A letter he wrote some years before to a friend who had asked him about his religious opinions reveals the same catholicity of mind:--

I am a member of the English Church, and have taken Deacon's Orders, but did not think fit (for reasons I need not go into) to take Priest's Orders. My dear father was what is called a "High Churchman," and I naturally adopted those views, but have always felt repelled by the yet higher development called "Ritualism."
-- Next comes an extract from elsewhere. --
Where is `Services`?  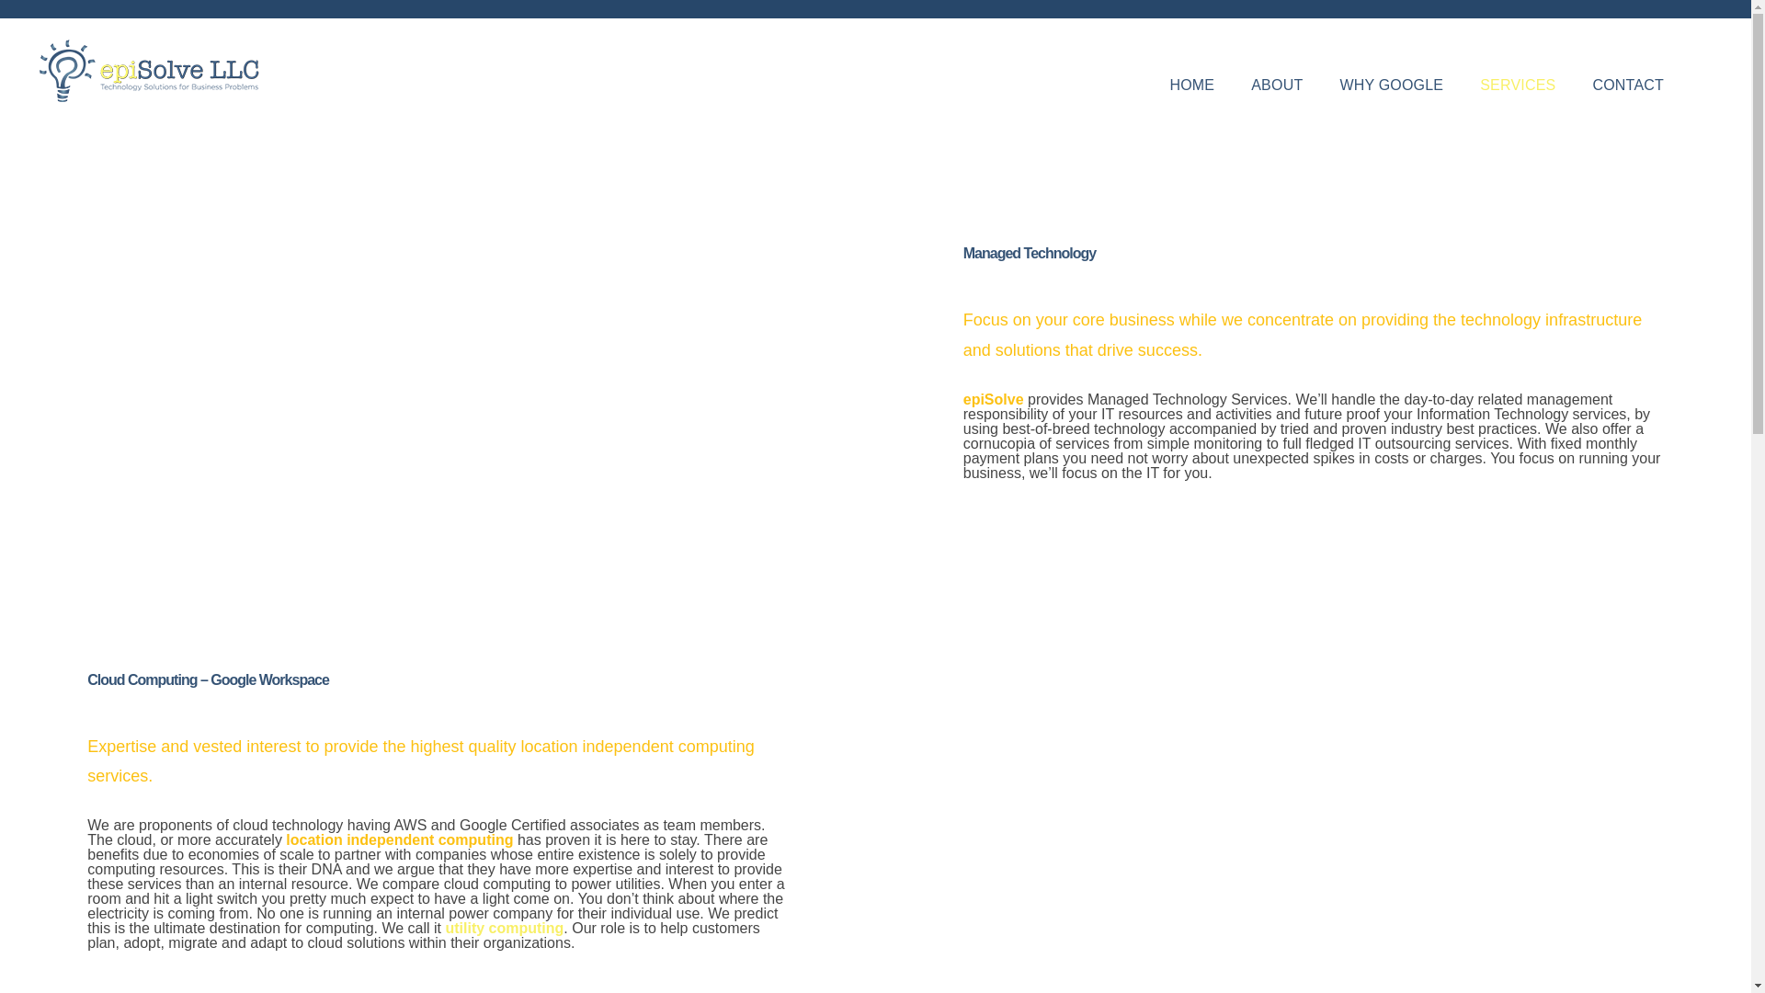
Services is located at coordinates (1517, 85).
But I doubt if I am fully a "High Churchman" now. I find that as life slips away (I am over fifty now), and the life on the other side of the great river becomes more and more the reality, of which _this_ is only a shadow, that the petty distinctions of the many creeds of Christendom tend to slip away as well--leaving only the great truths which all Christians believe alike. More and more, as I read of the Christian religion, as Christ preached it, I stand amazed at the forms men have given to it, and the fict.i.tious barriers they have built up between themselves and their brethren. I believe that when you and I come to lie down for the last time, if only we can keep firm hold of the great truths Christ taught us--our own utter worthlessness and His infinite worth; and that He has brought us back to our one Father, and made us His brethren, and so brethren to one another--we shall have all we need to guide us through the shadows.

Most a.s.suredly I accept to the full the doctrines you refer to--that Christ died to save us, that we have no other way of salvation open to us but through His death, and that it is by faith in Him, and through no merit of ours, that we are reconciled to G.o.d; and most a.s.suredly I can cordially say, "I owe all to Him who loved me, and died on the Cross of Calvary."
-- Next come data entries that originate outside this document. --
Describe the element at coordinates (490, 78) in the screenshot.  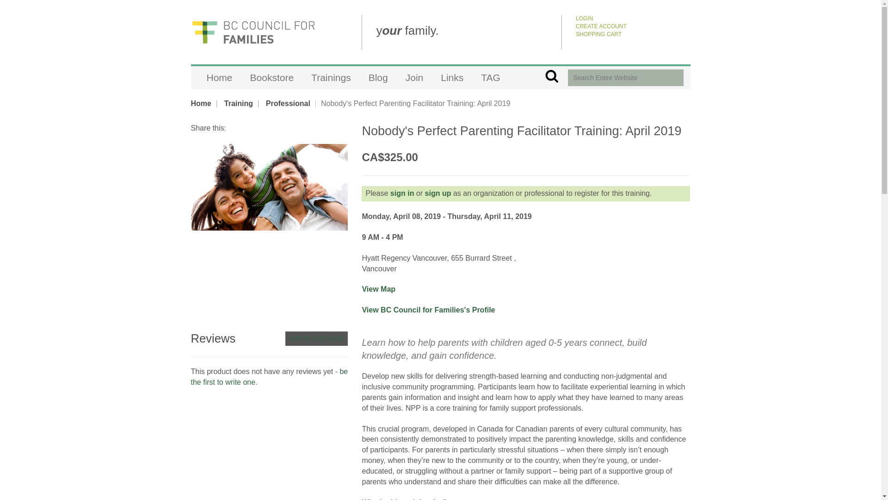
I see `TAG` at that location.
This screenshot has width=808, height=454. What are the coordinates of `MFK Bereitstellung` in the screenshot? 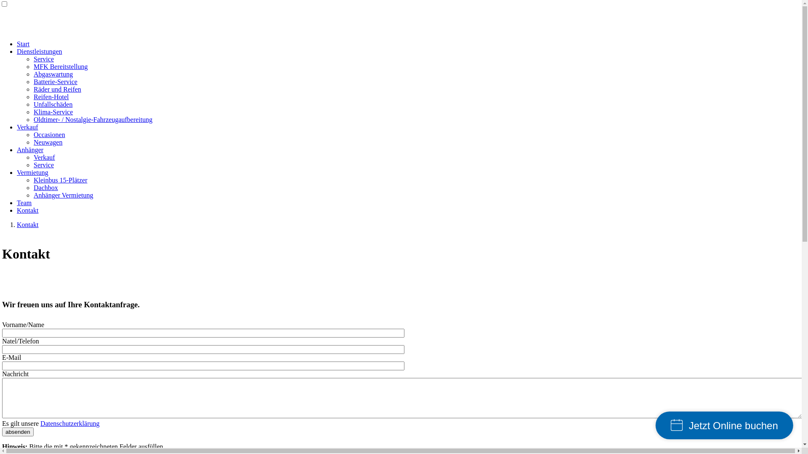 It's located at (61, 66).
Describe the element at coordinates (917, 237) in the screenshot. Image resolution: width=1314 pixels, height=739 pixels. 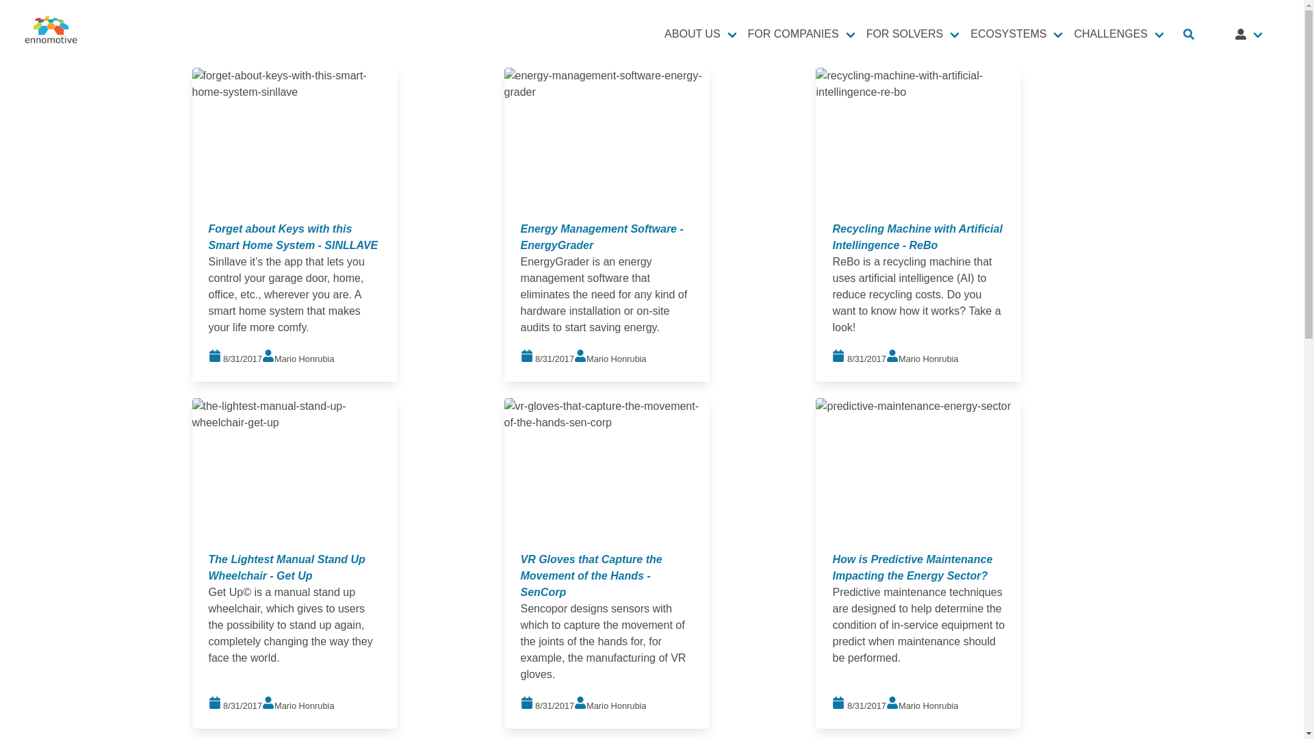
I see `Recycling Machine with Artificial Intellingence - ReBo` at that location.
He spent the Long Vacation at Eastbourne as usual, frequently walking over to Hastings, which is about twenty miles off. A good many of his mornings were spent in giving lectures and telling stories at schools.

A letter to the widow of an old college friend reveals the extraordinary sensitiveness of his nature:--

2, Bedford Well Road, Eastbourne,

_August_ 2, 1897.

My Dear Mrs. Woodhouse,--Your letter, with its mournful news, followed me down here, and I only got it on Sat.u.r.day night; so I was not able to be with you in thought when the mortal remains of my dear old friend were being committed to the ground; to await the time when our Heavenly Father shall have accomplished the number of His elect, and when you and I shall once more meet the loved ones from whom we are, for a little while only--what a little while even a long human life lasts!--parted in sorrow, yet _not_ sorrowing as those without hope.

You will be sure without words of mine, that you have my true and deep sympathy. Of all the friends I made at Ch.

Ch., your husband was the very _first_ who spoke to me--across the dinner-table in Hall. That is forty-six years ago, but I remember, as if it were only yesterday, the kindly smile with which he spoke....

September 27th and 28th are marked in his Diary "with a white stone":--

_Sept. 27th.--Dies notandus._ Discovered rule for dividing a number by 9, by mere addition and subtraction. I felt sure there must be an a.n.a.logous one for 11, and found it, and proved first rule by algebra, after working about nine hours!

_Sept. 28th.--Dies creta notandus._ I have actually _superseded_ the rules discovered yesterday! My new rules require to ascertain the 9-remainder, and the 11-remainder, which the others did _not_ require; but the new ones are much the quickest. I shall send them to _The Educational Times_, with date of discovery.

On November 4th he wrote:--

Completed a rule for dividing a given number by any divisor that is within 10 of a power of 10, either way. The _principle_ of it is not my discovery, but was sent me by Bertram Collingwood--a rule for dividing by a divisor which is within 10 of a power of 10, _below_ it.

My readers will not be surprised to learn that only eight days after this he had superseded his rule:--

An inventive morning! After waking, and before I had finished dressing, I had devised a new and much neater form in which to work my Rules for Long Division, and also decided to bring out my "Games and Puzzles," and Part iii.

of "Curiosa Mathematica," in _Numbers_, in paper covers, paged consecutively, to be ultimately issued in boards.